[MEncoder-users] Using SI units in mencoder

asym mencoder at rfnj.org
Wed Feb 9 17:05:27 CET 2005


At 09:27 2/9/2005, Trent Piepho wrote:
>On Wed, 9 Feb 2005, asym wrote:
> > At 06:40 2/9/2005, Trent Piepho wrote:
> > >On Wed, 9 Feb 2005, asym wrote:
> > > > The is just so much BS.  The use of kilobyte to mean 10^3 bytes was 
> around
> > > > long long long before software developers and self righteous 
> technophiles
> > >
> > >Really?  The datasheet for the 4004 microprocessor,
> > >http://www.piercefuller.com/collect/i4004/, from 1971 uses K to mean 
> 1024 when
> > >referring to numbers of bytes or bits.  Do you have a reference to 
> kilobytes
> > >meaning 1000 bytes that predates that?
> >
> > Try every storage device or mainframe from IBM produced in the roughly 15
> > years prior to the 4004.  All of these, like the RAMAC (~1956), Ramkit, 
> etc
> > predate the microprocessor, not just the 4004.  All of them listed
>
>Really?  Here is the manual for the IBM 32K Assembler for the System/360, from
>1966:
>
>http://www.bitsavers.org/pdf/ibm/360/Y26-3598-0_32k_asmPLM_1966.pdf
>
>   "The Assember operates ... on System/360 Models ... with at least
>   32,768 bytes of main storage."
>
>Here 32K quite clearly means 32 * 2^10 bytes.
>
>While I've seen the RAMAC described as having a storage capacity of 5 million
>7 bit characters, I've not seen anything from that era referring to this as "5
>megabytes".  Can you find actual text from the 50s where kilobytes are 1000
>bytes?

I'll look, I don't have anything nearly this old in my personal posession, 
but I'll see if some intrepid soul has scanned or transcribed this stuff 
and put it on the web somewhere I can find.

IBM and some other companies had many different mass storage devices that 
predated (for computers at least) the transistor, and most of these were 
not power-of-two-bound.  Magnetic film/tape, core memory, vacuum tubes, and 
CRTs were all used for data storage before the magnetic disk, and obviously 
well before the microprocessor or the IC.

I could have to eat my words, because I'm not sure when the term "byte" 
came into the lexicon, and prior to byte they used "word" and "character" 
to define storage capacity.

Regardless, both Tetsuos argument and mine both stand.  His is simple -- 
mplayer/mencoder don't document what definition they are using for 
kb/kB/KB/etc.

Mine (and others) is that unless they are using the SI definition, they are 
in fact "wrong."  Kilo is a prefix with a specific meaning, a meaning it 
has had for thousands of years, a meaning accepted and standardized in all 
professional fields throughout the world with a singular exception -- the 
microprocessor addressing world.  Taking the prefix kilo (thousand), 
arbitrarily redefining it to mean 1024, and using it IS the same thing as 
redefining "gallon" to mean 5 quarts instead of 4, just because it suits you.

The IEEE did NOT simply cowtow to "hard drive manufacturer marketing 
departments" as you stated.  The meaning "kilobyte = 2^10" has been around 
longer than the IEEE terminology as you said, however, the meaning "kilo = 
1000" has been around longer still, and is far more widely accepted and 
understood than either.

There is one codified standard by an international standards body that 
defines what "1024 bytes" is.  That standard is IEC 60027-2 (IEC not IEEE, 
my mistake) and the nomenclature is "kibibyte".  Why do so many people 
resist this change, when all it requires is getting into an easy new habit, 
and will remove all the ambiguity that started this whole 
discussion?  Because they're stuck in their ways, resistant to change, 
lazy, elitist, full of conspiracy theories -- pick your cliche.

For my part, I also advocate using the term "octets" instead of "bytes" -- 
octet isn't ambiguous, byte and word both are, but that is a discussion for 
another day, though machines (microprocessor architectures anyway) that do 
not use 8-bit bytes are still in use today.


| Activity |
Every line of the data should be written out exactly, with the pictures left out.
(Exercise material Opens)
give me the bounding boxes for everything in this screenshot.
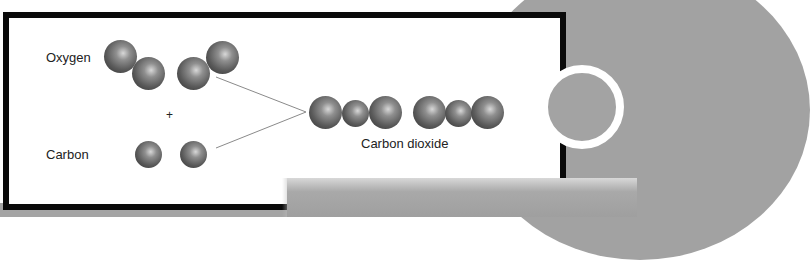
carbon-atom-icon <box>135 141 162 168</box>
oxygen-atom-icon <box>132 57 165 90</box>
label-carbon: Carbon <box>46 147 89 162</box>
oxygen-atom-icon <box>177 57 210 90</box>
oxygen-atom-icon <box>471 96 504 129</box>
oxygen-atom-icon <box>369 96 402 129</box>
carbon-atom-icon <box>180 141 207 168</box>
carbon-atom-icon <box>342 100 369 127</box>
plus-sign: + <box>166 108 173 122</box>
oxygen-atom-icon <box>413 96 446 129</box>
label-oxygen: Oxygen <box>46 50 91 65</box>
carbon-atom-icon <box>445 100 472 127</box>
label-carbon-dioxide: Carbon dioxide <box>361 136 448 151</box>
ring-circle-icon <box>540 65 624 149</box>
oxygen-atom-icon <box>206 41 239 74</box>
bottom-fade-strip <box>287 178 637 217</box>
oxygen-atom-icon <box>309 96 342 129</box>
(Exercise material Closes)
| Output |
give me the bounding boxes for everything in this screenshot.
carbon-atom-icon <box>135 141 162 168</box>
oxygen-atom-icon <box>132 57 165 90</box>
label-carbon: Carbon <box>46 147 89 162</box>
oxygen-atom-icon <box>177 57 210 90</box>
oxygen-atom-icon <box>471 96 504 129</box>
oxygen-atom-icon <box>369 96 402 129</box>
carbon-atom-icon <box>180 141 207 168</box>
carbon-atom-icon <box>342 100 369 127</box>
plus-sign: + <box>166 108 173 122</box>
oxygen-atom-icon <box>413 96 446 129</box>
label-oxygen: Oxygen <box>46 50 91 65</box>
carbon-atom-icon <box>445 100 472 127</box>
label-carbon-dioxide: Carbon dioxide <box>361 136 448 151</box>
ring-circle-icon <box>540 65 624 149</box>
oxygen-atom-icon <box>206 41 239 74</box>
bottom-fade-strip <box>287 178 637 217</box>
oxygen-atom-icon <box>309 96 342 129</box>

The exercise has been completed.